An alternative strategy is the “contextual threat” approach pioneered by Brown and Harris (1978) with their Life Events and Difficulties Schedule. This interview-based approach involves eliciting from the individual a narrative of the context in which each event occurred and its consequences (Brown & Harris, 1978). This approach yields detailed information surrounding each event, allowing for a much more sensitive evaluation of the event's impact on the individual. For example, the death of a child's sole parental caretaker by suicide likely has considerably more impact than the death of an adult's parent to natural causes. This information is then presented to a panel of independent raters blind to the individual's psychopathology, risk factors, and subjective response, and it is tasked with assigning an “objective threat” rating for each event (i.e., the stressful of the event to the average person in identical circumstances). Such information is also important for certain categorizations of events. For instance, determining whether a child changing schools is behavior-dependent (e.g., a result of expulsion from a prior school) or independent (e.g., a result of the child's parents finding a job in a different city) is impossible with checklists, but achievable with contextual threat approaches. For these reasons, the contextual threat approach is now regarded as the gold standard in the field (Dohrenwend, 2006, Hammen, 2005, Monroe, 2008). Nonetheless, self-report checklists still predominate the literature, in large part because interview-based methods are much more labor intensive.
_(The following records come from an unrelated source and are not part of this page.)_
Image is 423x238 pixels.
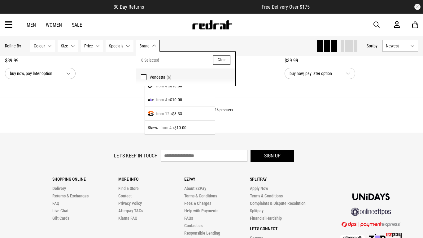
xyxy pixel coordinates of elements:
[81,40,103,52] button: Price
[213,55,230,65] button: Clear
[58,40,78,52] button: Size
[52,208,68,213] a: Live Chat
[148,126,158,128] img: logo-klarna.svg
[150,75,165,80] span: Vendetta
[184,201,211,206] a: Fees & Charges
[250,176,316,181] p: Splitpay
[118,215,137,220] a: Klarna FAQ
[250,201,306,206] a: Complaints & Dispute Resolution
[136,51,236,86] div: Brand
[114,153,158,159] label: Let's keep in touch
[172,110,182,117] span: $3.33
[145,107,215,121] div: from 12 x
[52,176,118,181] p: Shopping Online
[184,215,193,220] a: FAQs
[284,57,418,64] div: $39.99
[188,108,233,112] span: You've viewed 6 of 6 products
[284,68,355,79] button: buy now, pay later option
[250,226,316,231] p: Let's Connect
[72,22,82,28] a: Sale
[250,193,283,198] a: Terms & Conditions
[5,2,24,21] button: Open LiveChat chat widget
[84,43,93,48] span: Price
[386,43,408,48] span: Newest
[192,20,232,29] img: Redrat logo
[167,75,171,80] span: (6)
[114,4,144,10] span: 30 Day Returns
[52,193,89,198] a: Returns & Exchanges
[250,215,282,220] a: Financial Hardship
[52,201,59,206] a: FAQ
[5,68,76,79] button: buy now, pay later option
[184,186,206,191] a: About EZPay
[184,208,218,213] a: Help with Payments
[145,121,215,134] div: from 4 x
[136,40,160,52] button: Brand
[109,43,123,48] span: Specials
[250,186,268,191] a: Apply Now
[30,40,55,52] button: Colour
[156,4,249,10] iframe: Customer reviews powered by Trustpilot
[382,40,418,52] button: Newest
[373,43,377,48] span: by
[141,56,159,64] span: 0 Selected
[184,193,217,198] a: Terms & Conditions
[386,233,402,238] img: Splitpay
[46,22,62,28] a: Women
[148,111,154,116] img: splitpay-icon.png
[106,40,133,52] button: Specials
[341,221,400,227] img: DPS
[289,70,341,77] span: buy now, pay later option
[184,230,220,235] a: Responsible Lending
[52,215,69,220] a: Gift Cards
[250,208,263,213] a: Splitpay
[145,93,215,107] div: from 4 x
[10,70,61,77] span: buy now, pay later option
[5,57,138,64] div: $39.99
[351,207,391,216] img: online eftpos
[118,176,184,181] p: More Info
[5,43,21,48] p: Refine By
[250,150,294,162] button: Sign up
[118,208,143,213] a: Afterpay T&Cs
[170,96,182,103] span: $10.00
[262,4,310,10] span: Free Delivery Over $175
[184,176,250,181] p: Ezpay
[184,223,202,228] a: Contact us
[34,43,45,48] span: Colour
[27,22,36,28] a: Men
[139,43,150,48] span: Brand
[118,201,142,206] a: Privacy Policy
[52,186,66,191] a: Delivery
[174,124,186,131] span: $10.00
[352,193,389,200] img: Unidays
[148,98,154,101] img: zip-logo.svg
[118,186,139,191] a: Find a Store
[118,193,132,198] a: Contact
[367,42,377,50] button: Sortby
[61,43,68,48] span: Size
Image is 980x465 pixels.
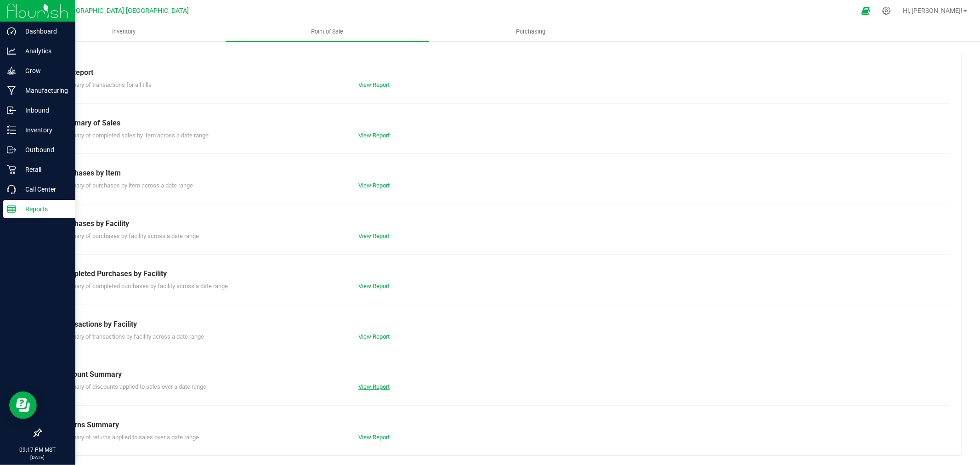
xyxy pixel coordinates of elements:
[855,2,876,20] span: Open Ecommerce Menu
[299,28,356,36] span: Point of Sale
[16,65,71,76] p: Grow
[358,182,389,189] a: View Report
[358,283,389,289] a: View Report
[59,383,206,390] span: Summary of discounts applied to sales over a date range
[59,419,943,431] div: Returns Summary
[880,7,892,15] div: Manage settings
[59,82,151,88] span: Summary of transactions for all tills
[7,165,16,174] inline-svg: Retail
[7,145,16,155] inline-svg: Outbound
[7,86,16,95] inline-svg: Manufacturing
[40,32,961,53] div: POS Reports
[358,132,389,139] a: View Report
[7,204,16,214] inline-svg: Reports
[7,66,16,76] inline-svg: Grow
[59,117,943,129] div: Summary of Sales
[902,7,962,14] span: Hi, [PERSON_NAME]!
[59,333,204,340] span: Summary of transactions by facility across a date range
[4,454,71,460] p: [DATE]
[59,232,199,239] span: Summary of purchases by facility across a date range
[59,369,943,380] div: Discount Summary
[358,333,389,340] a: View Report
[59,168,943,178] div: Purchases by Item
[59,318,943,330] div: Transactions by Facility
[16,144,71,155] p: Outbound
[9,391,36,419] iframe: Resource center
[22,22,226,41] a: Inventory
[4,446,71,454] p: 09:17 PM MST
[16,184,71,195] p: Call Center
[358,434,389,440] a: View Report
[59,218,943,229] div: Purchases by Facility
[100,28,148,36] span: Inventory
[504,28,558,36] span: Purchasing
[59,132,208,139] span: Summary of completed sales by item across a date range
[59,67,943,78] div: Till Report
[7,27,16,36] inline-svg: Dashboard
[429,22,632,41] a: Purchasing
[226,22,429,41] a: Point of Sale
[59,268,943,279] div: Completed Purchases by Facility
[27,7,189,15] span: [US_STATE][GEOGRAPHIC_DATA] [GEOGRAPHIC_DATA]
[16,26,71,36] p: Dashboard
[16,204,71,214] p: Reports
[7,184,16,194] inline-svg: Call Center
[358,82,389,88] a: View Report
[16,125,71,135] p: Inventory
[7,46,16,56] inline-svg: Analytics
[59,434,199,440] span: Summary of returns applied to sales over a date range
[16,46,71,56] p: Analytics
[358,232,389,239] a: View Report
[358,383,389,390] a: View Report
[7,105,16,115] inline-svg: Inbound
[7,125,16,135] inline-svg: Inventory
[16,85,71,96] p: Manufacturing
[59,182,193,189] span: Summary of purchases by item across a date range
[16,105,71,115] p: Inbound
[16,164,71,175] p: Retail
[59,283,228,289] span: Summary of completed purchases by facility across a date range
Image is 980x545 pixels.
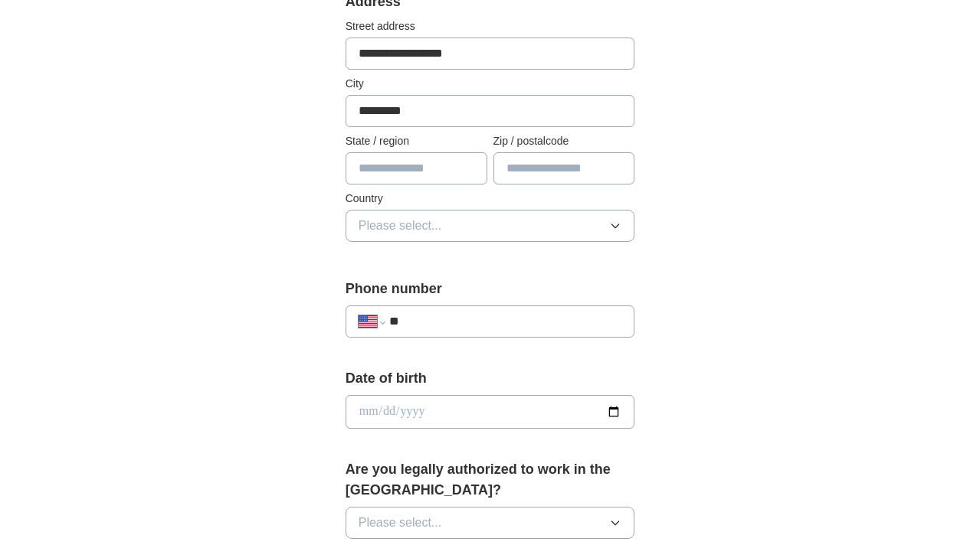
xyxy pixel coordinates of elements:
label: Date of birth [346,368,635,389]
label: Are you legally authorized to work in the [GEOGRAPHIC_DATA]? [346,460,635,501]
span: Please select... [359,217,442,235]
label: Street address [346,18,635,34]
label: City [346,76,635,92]
button: Please select... [346,507,635,539]
label: State / region [346,133,488,149]
button: Please select... [346,210,635,242]
label: Zip / postalcode [493,133,635,149]
label: Country [346,191,635,207]
span: Please select... [359,514,442,533]
label: Phone number [346,279,635,299]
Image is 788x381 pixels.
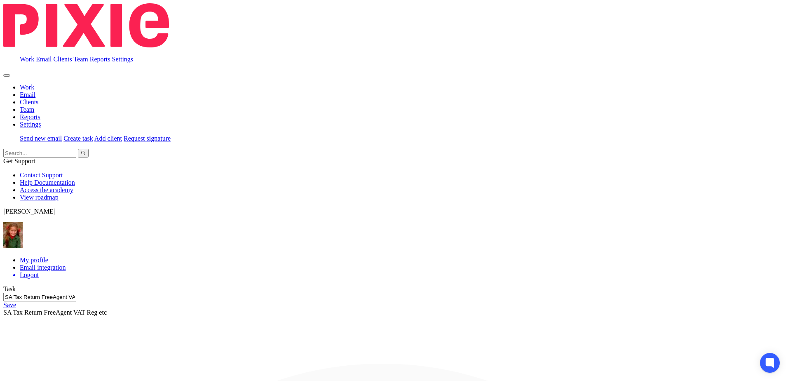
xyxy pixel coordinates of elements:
[78,149,89,157] button: Search
[53,56,72,63] a: Clients
[20,91,35,98] a: Email
[20,135,62,142] a: Send new email
[3,3,169,47] img: Pixie
[3,293,785,316] div: SA Tax Return FreeAgent VAT Reg etc
[20,264,66,271] a: Email integration
[3,309,785,316] div: SA Tax Return FreeAgent VAT Reg etc
[124,135,171,142] a: Request signature
[3,301,16,308] a: Save
[3,149,76,157] input: Search
[90,56,110,63] a: Reports
[20,84,34,91] a: Work
[20,179,75,186] a: Help Documentation
[73,56,88,63] a: Team
[20,113,40,120] a: Reports
[3,208,785,215] p: [PERSON_NAME]
[3,157,35,164] span: Get Support
[63,135,93,142] a: Create task
[20,98,38,105] a: Clients
[20,194,59,201] a: View roadmap
[20,186,73,193] a: Access the academy
[20,171,63,178] a: Contact Support
[20,271,785,279] a: Logout
[20,56,34,63] a: Work
[3,222,23,248] img: sallycropped.JPG
[20,106,34,113] a: Team
[94,135,122,142] a: Add client
[36,56,52,63] a: Email
[20,271,39,278] span: Logout
[112,56,134,63] a: Settings
[20,256,48,263] a: My profile
[3,285,16,292] label: Task
[20,121,41,128] a: Settings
In summary, there has been substantial heterogeneity and changes in how life events have been conceptualized and studied over the last four decades. The manner in which any given study operationalized life events has direct bearing on the interpretation of its findings. For this reason, we excluded from the current review studies with subjective stress ratings in their life events measure, given the aforementioned methodological confounds with pre-existing diatheses and psychopathology. Additionally, we will place particular focus on the methodology used to assess life events in individual studies and related implications for interpreting their findings.

Section snippets

Method

To identify studies potentially relevant to the current review, a literature search was conducted in Medline and PsycINFO using the following title and abstract search string: (suicid* OR parasuicid* OR self-harm) AND (life stress* OR stressor* OR event*). The following specifications were also applied to our query: (i) English-language publication, (ii) human sample, and (iii) published in a peer-reviewed journal. Only articles published up to the end of December 2010 were included in the

Suicidality

Ten studies assessed the relation between life stressors and suicidality as a general construct (i.e., collapsing across multiple manifestations of suicidal ideation and behavior). All studies provided some degree of support for a positive association between life stressors and suicidality, although there were some differences in the exact nature of this relation. Eight studies reported a main effect for life stressors (Blaauw et al., 2002, Brent et al., 1990, Cheng and Chan, 2007, Harder et

Discussion

Overall, the current review found evidence of a link between life stressors and suicidal ideation and behavior, with the strength of support for this relation appearing to increase with the severity of suicidal ideation and behavior under consideration. Specifically, support for an association with life stressors was most consistent for death by suicide, followed by suicide attempts, and finally SI. Perhaps not coincidentally, studies of suicide-related deaths were among the more

Acknowledgment

This project was supported by Grant PDF-0-10-252 awarded to the first author from the American Foundation for Suicide Prevention. The content is solely the responsibility of the authors and does not necessarily represent the official views of the American Foundation for Suicide Prevention.